President Harrison, after his election in 1889, appointed Roosevelt as a member
of the Civil Service Commission of which he later became president. This office
he retained until 1895 when he undertook the direction of the Police Department
of New York City. In 1897 he joined President McKinley's administration as
assistant secretary of the Navy. While in this office he actively prepared for
the Cuban War, which he saw was coming, and when it broke out in 1898, went to
Cuba as lieutenant colonel of a regiment of volunteer cavalry, which he himself
had raised among the hunters and cowboys of the West. He won great fame as
leader of these «Rough-Riders», whose story he told in one of his most popular
books.
Elected governor of the state of New York in 1898, he invested his two-year
administration with the vigorous and businesslike characteristics which were his
hallmark. He would have sought reelection in 1900, since much of his work was
only half done, had the Republicans not chosen him as their candidate for the
second office of the Union. He held the vice-presidency for less than a year,
succeeding to the presidency after the assassination of President McKinley on
September 14, 1901. In 1904 Roosevelt was elected to a full term as president.

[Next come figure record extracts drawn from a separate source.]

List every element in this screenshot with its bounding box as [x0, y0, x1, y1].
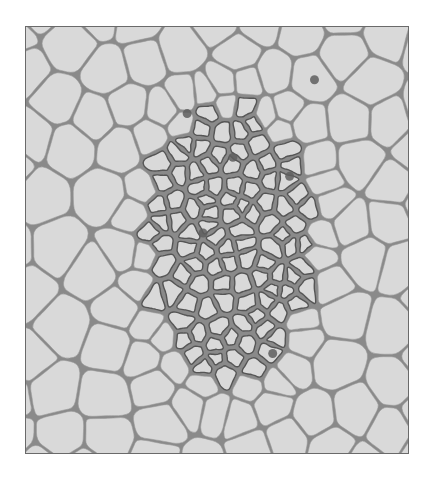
nucleus	[268, 349, 277, 358]
nucleus	[310, 75, 319, 84]
nucleus	[183, 109, 192, 118]
nucleus	[228, 153, 237, 162]
tissue-cross-section-image	[26, 27, 408, 453]
nucleus	[199, 229, 208, 238]
cell	[86, 418, 134, 453]
nucleus	[285, 172, 294, 181]
micrograph-frame	[25, 26, 409, 454]
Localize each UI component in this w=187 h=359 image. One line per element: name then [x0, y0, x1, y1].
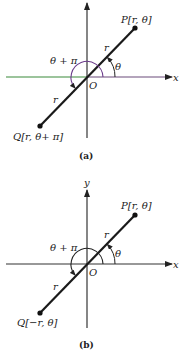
- point-q: [37, 310, 42, 315]
- point-p-label: P[r, θ]: [120, 14, 152, 25]
- angle-theta-pi-label: θ + π: [50, 55, 78, 66]
- angle-theta-pi-label: θ + π: [50, 242, 78, 253]
- point-q-label: Q[r, θ+ π]: [13, 131, 63, 142]
- point-p: [132, 25, 137, 30]
- x-axis-label: x: [173, 259, 179, 270]
- x-axis-label: x: [173, 72, 179, 83]
- origin-label: O: [89, 80, 97, 91]
- r-label-lower: r: [53, 281, 59, 292]
- caption-a: (a): [79, 151, 93, 161]
- polar-diagrams: x θ θ + π r r O P[r, θ] Q[r, θ+ π] (a) x…: [0, 0, 187, 359]
- figure-b: x y θ θ + π r r O P[r, θ] Q[−r, θ] (b): [6, 177, 179, 350]
- point-q: [37, 123, 42, 128]
- r-label-upper: r: [104, 42, 110, 53]
- r-label-upper: r: [104, 229, 110, 240]
- figure-a: x θ θ + π r r O P[r, θ] Q[r, θ+ π] (a): [6, 3, 179, 161]
- caption-b: (b): [79, 340, 94, 350]
- origin-label: O: [89, 267, 97, 278]
- point-p-label: P[r, θ]: [120, 200, 152, 211]
- r-label-lower: r: [53, 94, 59, 105]
- angle-theta-label: θ: [115, 248, 121, 259]
- point-q-label: Q[−r, θ]: [17, 317, 58, 328]
- theta-arc: [108, 58, 116, 78]
- point-p: [132, 212, 137, 217]
- y-axis-label: y: [83, 177, 90, 188]
- angle-theta-label: θ: [115, 61, 121, 72]
- theta-arc: [108, 245, 116, 265]
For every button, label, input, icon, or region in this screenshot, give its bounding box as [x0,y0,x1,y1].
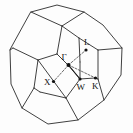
zone-outer-silhouette [10,5,122,124]
symmetry-point-L [84,48,87,51]
symmetry-label-W: W [77,82,86,92]
symmetry-label-K: K [92,81,99,91]
symmetry-point-W [78,77,81,80]
symmetry-point-gamma [67,63,71,67]
symmetry-label-gamma: Γ [62,52,67,62]
symmetry-label-X: X [44,77,51,87]
brillouin-zone-figure: ΓLXWK [0,0,133,133]
brillouin-zone-canvas: ΓLXWK [0,0,133,133]
symmetry-point-K [94,76,97,79]
symmetry-label-L: L [84,37,90,47]
symmetry-point-X [52,80,55,83]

In 1902 President Roosevelt took the initiative in opening the international
Court of Arbitration at The Hague, which, though founded in 1899, had not been
called upon by any power in its first three years of existence. The United
States and Mexico agreed to lay an old difference of theirs, concerning the
Pious Foundations of California, before the Hague Tribunal. When this example
was followed by other powers, the arbitration machinery created in 1899 was
finally called into operation. Roosevelt also played a prominent part in
extending the use of arbitration to international problems in the Western
Hemisphere, concluding several arbitration treaties with European powers too,
although the Senate refused to ratify them.
In 1904 the Interparliamentary Union, meeting in St. Louis, Missouri, requested
Roosevelt to call another international conference to continue the work begun at
The Hague in 1899. Roosevelt responded immediately, and in the autumn of 1904
Secretary of State John Hay invited the powers to meet at The Hague. Russia,
however, refused to participate in a conference while engaged in hostilities
with Japan. After the peace of 1905, the matter was placed in the hands of the
Russian government, which had taken the initiative in convening the first Hague
Conference.
In June, 1905, President Roosevelt offered his good offices as mediator between
Russia and Japan, asking the belligerents to nominate plenipotentiaries to
negotiate on the conditions of peace. In August they met at Portsmouth, New
Hampshire, and after some weeks of difficult negotiations concluded a peace
treaty in September, 1905.
Roosevelt's candidate for president, William Howard Taft, took office in 1909.
Dissatisfied with Taft's performance, Roosevelt bolted the regular Republican
Party in 1912 and accepted the presidential nomination by the Progressive Party.
He outpolled Taft, but
Woodrow Wilson
outpolled each of them. In 1917 Wilson refused his offer to raise and command a
division to fight in World War I.
Roosevelt was an historian, a biographer, a statesman, a hunter, a naturalist,
an orator. His prodigious literary output includes twenty-six books, over a
thousand magazine articles, thousands of speeches and letters.
In 1919, at the age of sixty, he died in his sleep.